Via The New York Times, an op-ed: The Scary Shortage of Infectious-Disease Doctors. Is this also true of countries with reasonable health-insurance systems? Excerpt:
Many have heard of the rise of drug-resistant infections. But few know about an issue that’s making this threat even scarier in the United States: the shortage of specialists capable of diagnosing and treating those infections.
Infectious diseases is one of just two medicine subspecialties that routinely do not fill all of their training spots every year in the National Resident Matching Program (the other is nephrology). Between 2009 and 2017, the number of programs filling all of their adult-infectious-disease training positions dropped by more than 40 percent.
This could not be happening at a worse time. Antibiotic-resistant microbes, known as superbugs, are pinballing around the world, killing hundreds of thousands of people every year. The Times recently reported on Candida auris, a deadly new fungus that has infected hospital patients in Illinois, New Jersey and New York.
Everyone who works in health care agrees that we need more infectious-disease doctors, yet very few actually want the job. What’s going on?
The problem is that infectious-disease specialists care for some of the most complicated patients in the health care system, yet they are among the lowest paid. It is one of the only specialties in medicine that sometimes pays worse than being a general practitioner. At many medical centers, a board-certified internist accepts a pay cut of 30 percent to 40 percent to become an infectious-disease specialist.
This has to do with the way our insurance system reimburses doctors. Medicare assigns relative value units to the thousands of services that doctors provide, and these units largely determine how much physicians are paid. The formula prioritizes invasive procedures over intellectual expertise.
The problem is that infectious-disease doctors don’t really do procedures. It is a cognitive specialty, providing expert consultation, and insurance doesn’t pay much for that.
For example, I recently diagnosed a case of fungal pneumonia. To arrive at this diagnosis took hours: first, speaking with the patient’s primary care doctor and pulmonologist, followed by a long stretch reviewing chest X-rays and other imaging studies with a radiologist, before examining the cells in the patient’s lung tissue under a microscope to confirm the diagnosis and report back to the anxious patient and family. Most of this work was done free.
A generation ago, most well-rounded doctors knew what to do when a patient developed a fever. Not anymore. New threats like Candida auris pop up all the time, and to identify a deadly pathogen, we often have to use a sophisticated technique called matrix-assisted laser desorption ionization time-of-flight mass spectrometry. As the name suggests, it requires a bit of expertise.

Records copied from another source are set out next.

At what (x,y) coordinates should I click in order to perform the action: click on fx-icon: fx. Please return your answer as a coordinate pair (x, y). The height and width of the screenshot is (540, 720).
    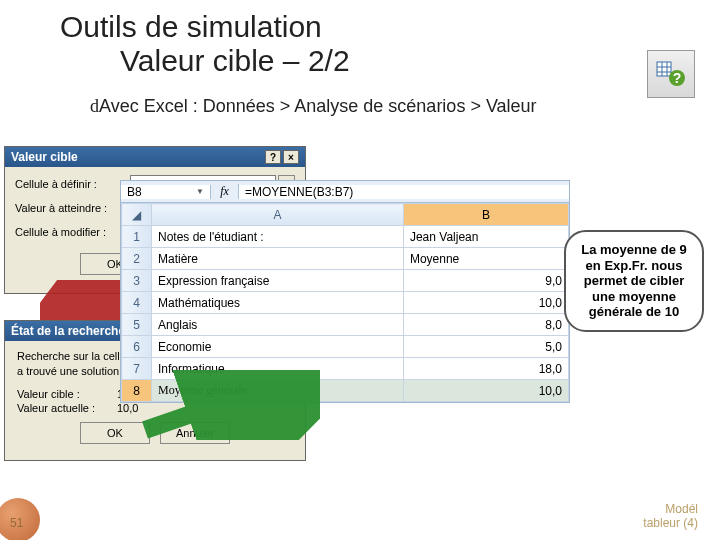
    Looking at the image, I should click on (225, 192).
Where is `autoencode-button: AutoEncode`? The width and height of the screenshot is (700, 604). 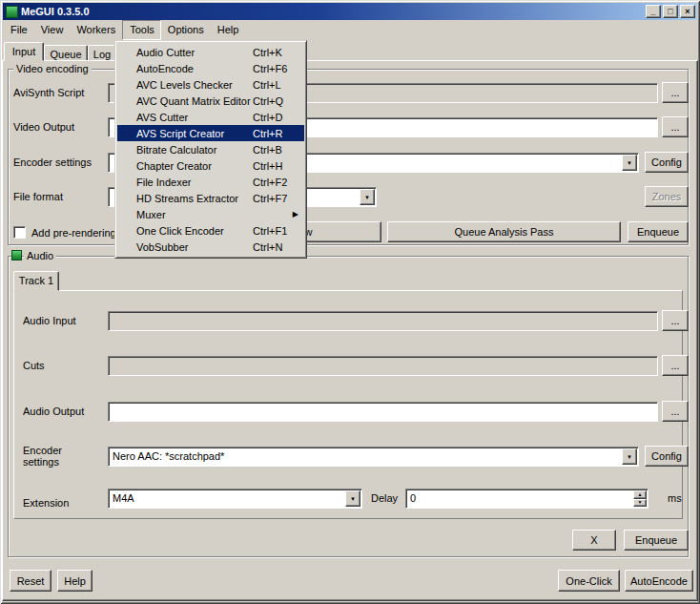 autoencode-button: AutoEncode is located at coordinates (659, 580).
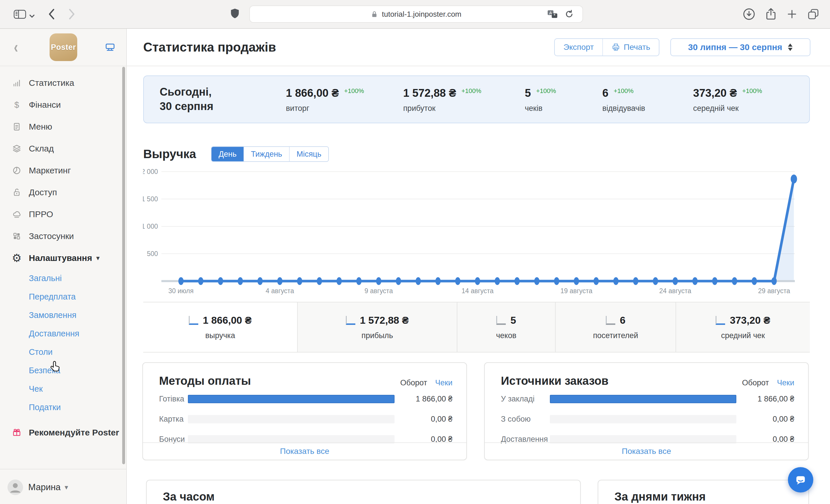 Image resolution: width=830 pixels, height=504 pixels. Describe the element at coordinates (63, 149) in the screenshot. I see `sidebar-item-warehouse: Склад` at that location.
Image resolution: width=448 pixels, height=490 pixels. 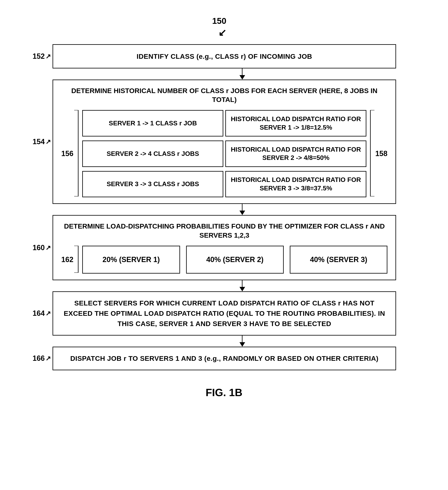 I want to click on server-box-3: SERVER 3 -> 3 CLASS r JOBS, so click(x=153, y=184).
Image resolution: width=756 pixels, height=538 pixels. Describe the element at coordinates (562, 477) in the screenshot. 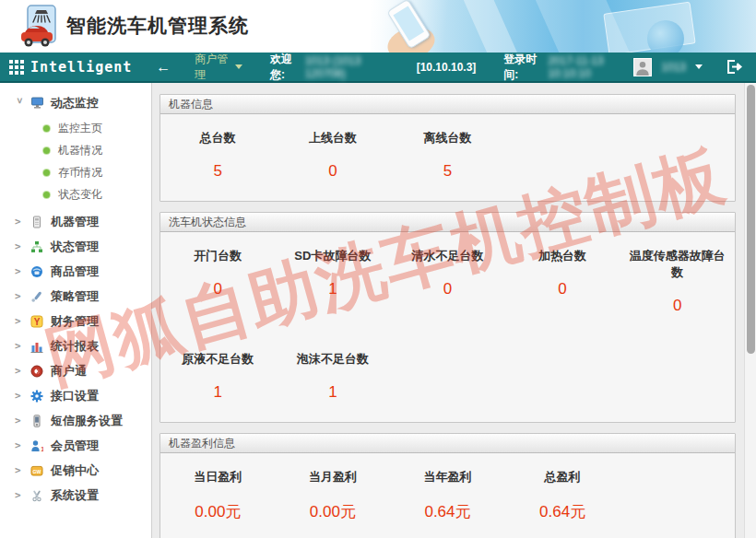

I see `stat-label: 总盈利` at that location.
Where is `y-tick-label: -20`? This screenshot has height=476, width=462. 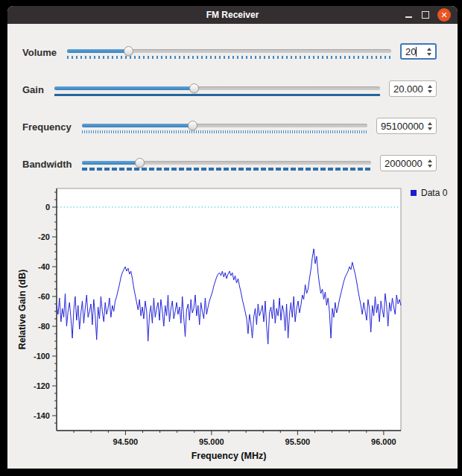
y-tick-label: -20 is located at coordinates (44, 237).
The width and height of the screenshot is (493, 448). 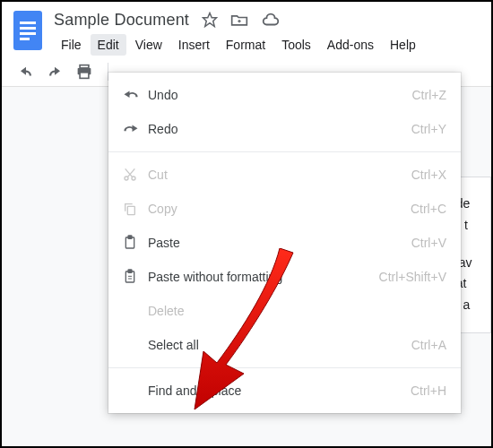 I want to click on document-title: Sample Document, so click(x=122, y=20).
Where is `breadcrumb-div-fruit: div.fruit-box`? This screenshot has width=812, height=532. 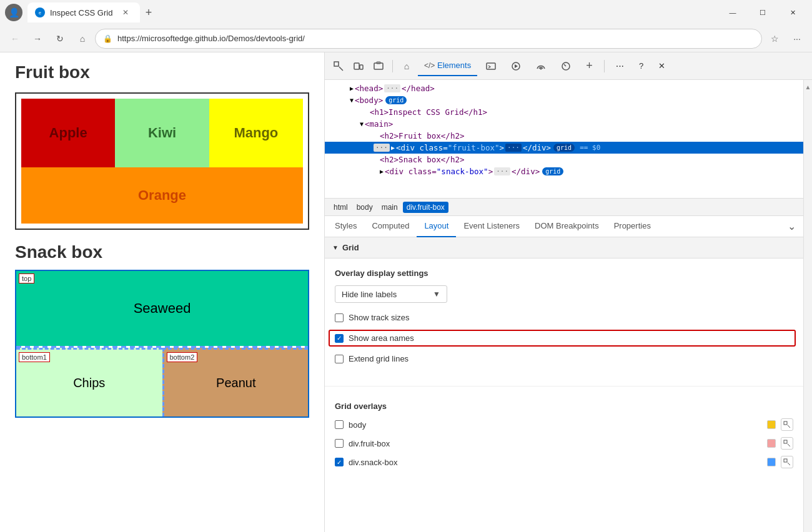 breadcrumb-div-fruit: div.fruit-box is located at coordinates (426, 207).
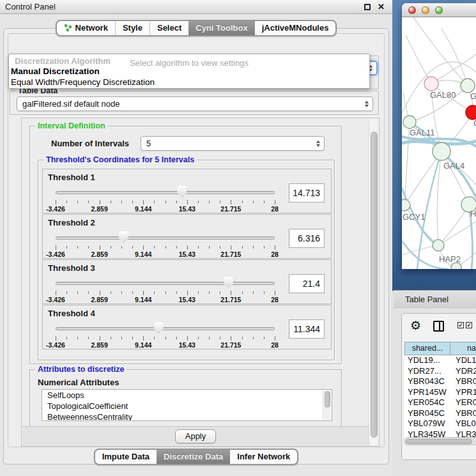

Back in the day, there were only a handful of reliable antibiotics to choose from. But as more bugs have emerged, and more have become resistant to standard treatments, we’ve had to develop new drugs to fight them. The good news is that in 2018, the Food and Drug Administration approved a cadre of new antibiotics to confront the rising threat of superbugs, including eravacycline, plazomicin and omadacycline, and we can expect even more this year. But very few physicians know how to use these powerful new drugs. Many don’t even know how to pronounce them.
Infectious-disease specialists are often the only health care providers in a hospital — or an entire town — who know when to use all of the new antibiotics (and when to withhold them). These experts serve as an indispensable cog in the health care machine, but if trends continue, we won’t have enough of them to go around.
The terrifying part is that most patients won’t even know about the deficit. Your doctor won’t ask a specialist for help because in some parts of the country, the service simply won’t be available. She’ll just have to wing it.